NOW AS YOU READ THE GOSPELS, PRESUMING YOU DO, OR WILL DO, YOU’LL SEE WHY JESUS WAS SO AGAINST THE SCRIBES AND PHARISEES FOR REPLACING THE COMMANDMENTS OF GOD WITH THEIR TRADITIONS.
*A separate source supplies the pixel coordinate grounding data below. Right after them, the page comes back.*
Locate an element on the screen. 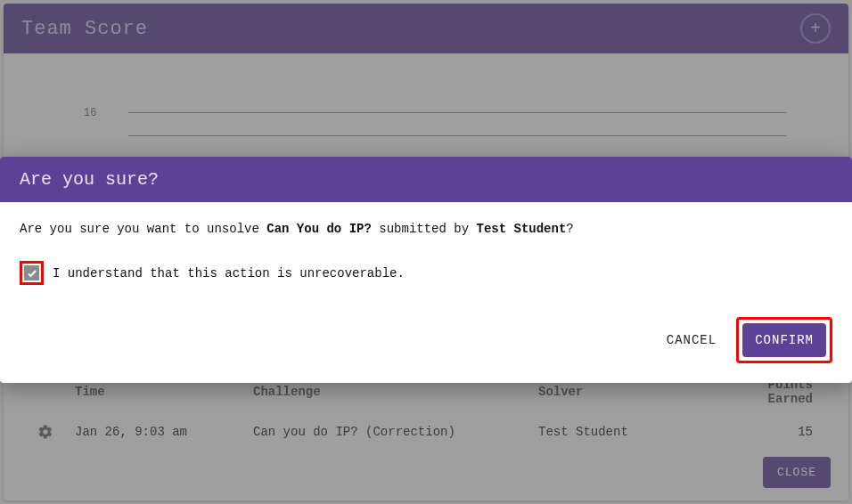 This screenshot has height=504, width=852. confirm-highlight: CONFIRM is located at coordinates (784, 340).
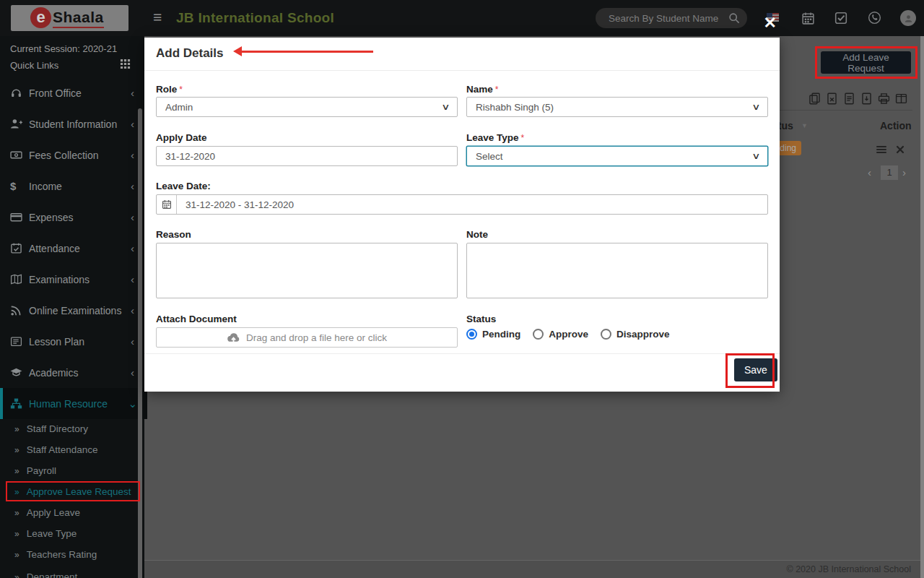 The image size is (924, 578). Describe the element at coordinates (16, 311) in the screenshot. I see `rss-icon` at that location.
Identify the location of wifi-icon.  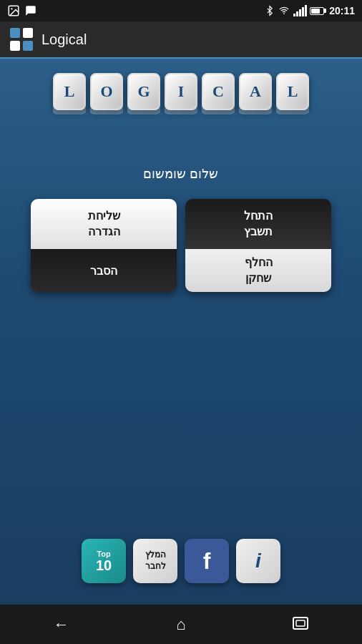
(284, 11).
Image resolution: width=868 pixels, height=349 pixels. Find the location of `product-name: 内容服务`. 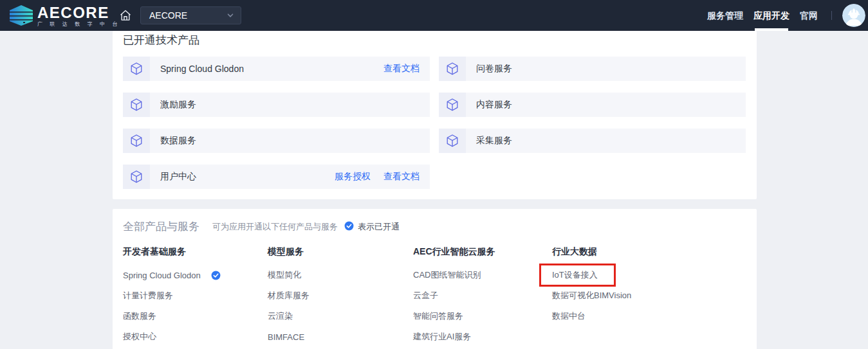

product-name: 内容服务 is located at coordinates (494, 105).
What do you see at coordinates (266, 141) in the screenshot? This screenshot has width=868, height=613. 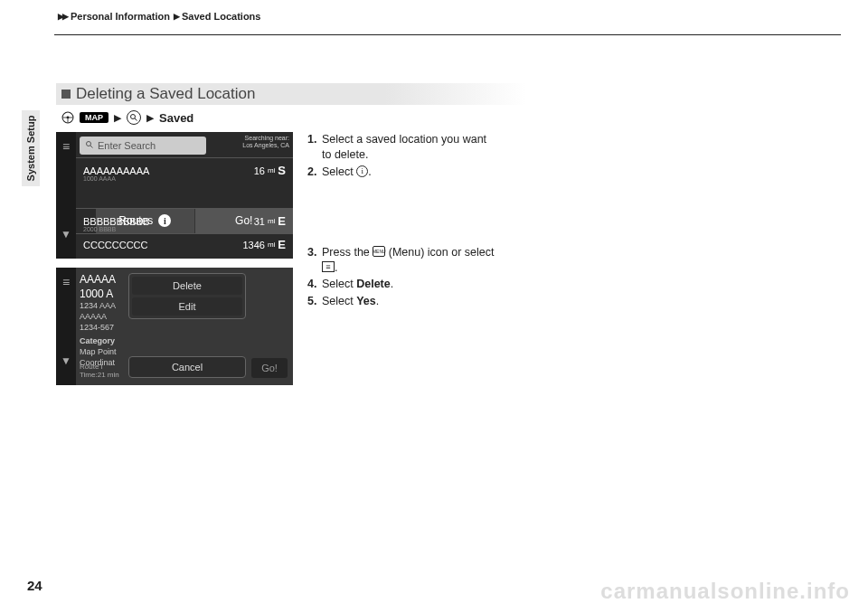 I see `searching-near: Searching near: Los Angeles, CA` at bounding box center [266, 141].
YOU ARE NOW IN THE DRIVER’S SEAT; IF YOU’VE READ THIS YOU NOW HAVE A DECISION TO MAKE! WILL YOU OBEY THE WORDS OF THE 4TH COMMANDMENT, AND STUDY ALL VERSES GIVEN ABOUT OBSERVING THE 4TH COMMANDMENT, OR WILL YOU FOLLOW THE CUSTOMS AND TRADITIONS OF A FALSE CHRISTIANITY, THAT HAS BEEN STAMPED ON THE WORLD BY ROMAN CATHOLICISM OVER THE LAST TWO THOUSAND YEARS?